Is this an underhanded plot, to get people to drain all brainwallets with 8-character passphrases?


Ohhh nice idea.

It doesn't seem difficult to generate all 8 character alphanumeric strings, but the 30 seconds it takes to generate the scrypt hash is the real challenge here.

218 trillion combinations. Roughly 69 million years to generate hashes on even half of that space.

Essentially, you need to find a hole in the algorithm, right?


What I mean is, there's no identifying information except that the wallet has 10BTC in it. Even if you could generate all the addresses at once, there's no way to know which one is the right one!


Except that they gave you the address. The trick is to figure out the private key.


At 1000 addresses per second (probably wayyy to high) it'd take 6919 average Gregorian years[1] to check all possible passphrases.

1: https://www.wolframalpha.com/input/?i=%28%28%2826%2B26%2B10%...


It looks like it's taking 20-30 seconds to generate one (250,000 turns of scrypt). You'd have to spin up 20,000+ instances to even get 1000 per second.


Hardly, for the earlier challenges I managed to hit ~50 a second with native code on a core i7. Missed out on winning any of the smaller challenges though though.

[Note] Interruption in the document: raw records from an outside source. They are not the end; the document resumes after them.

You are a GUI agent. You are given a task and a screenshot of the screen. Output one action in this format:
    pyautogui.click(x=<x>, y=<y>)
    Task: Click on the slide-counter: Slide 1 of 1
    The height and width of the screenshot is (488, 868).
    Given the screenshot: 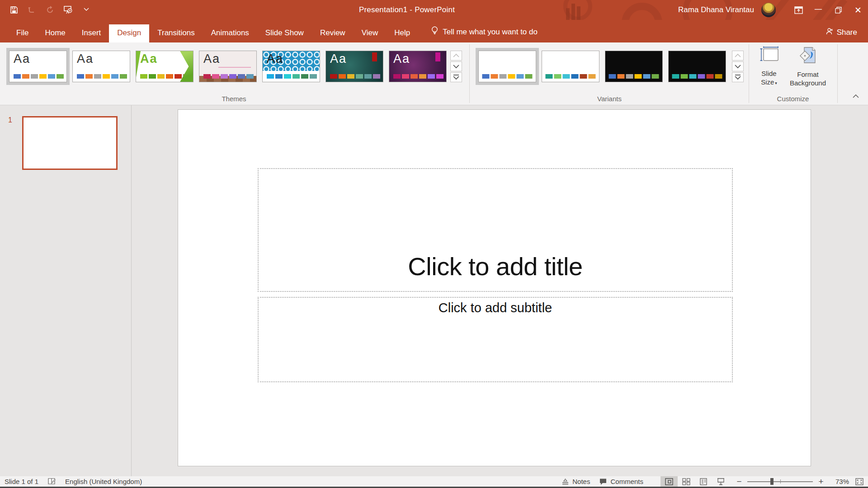 What is the action you would take?
    pyautogui.click(x=22, y=482)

I don't think it's worth my time unless I managed to find enough hardware to do at least 100k attempts a second. Scrypt is executed on the CPU and the PBKDF runs on the GPU, then the GPU sits around and waits for the CPU to get it's job done before XORing the results. I considered making a pool, but there's no way of knowing if people are being truthful when submitting solutions.

It's a pity scrypt is designed to be hard to implement on hardware, or I'd have a crack at it with some FPGAs.


How'd you get the crypto_scrypt() call to go so fast?

one call to crypto_scrypt takes about a second on my machine. The pbkdf2 is the fast part. I'm using the crypto_scrypt from here: https://github.com/keybase/triplesec/tree/master/contrib/scr...


I just used pieces of John the Ripper and threw together something that worked.


BS alert...


Haha, I actually made this, indirectly!

http://crypto.stackexchange.com/questions/11786/a-key-deriva...

Shoutout to Max Krohn for actually asking though :)


Thank you for your construction. Cleaner than the one I dreamed up.


Nice, somebody already built a solving tool: http://gen.co:4567/


...how on earth did you find that? I only sent the URL to one other person, and your name is definitely not Calvin o_O

In any case, that definitely won't work. I'd run out of hard drive space on the server it's running on before it got close to being solved.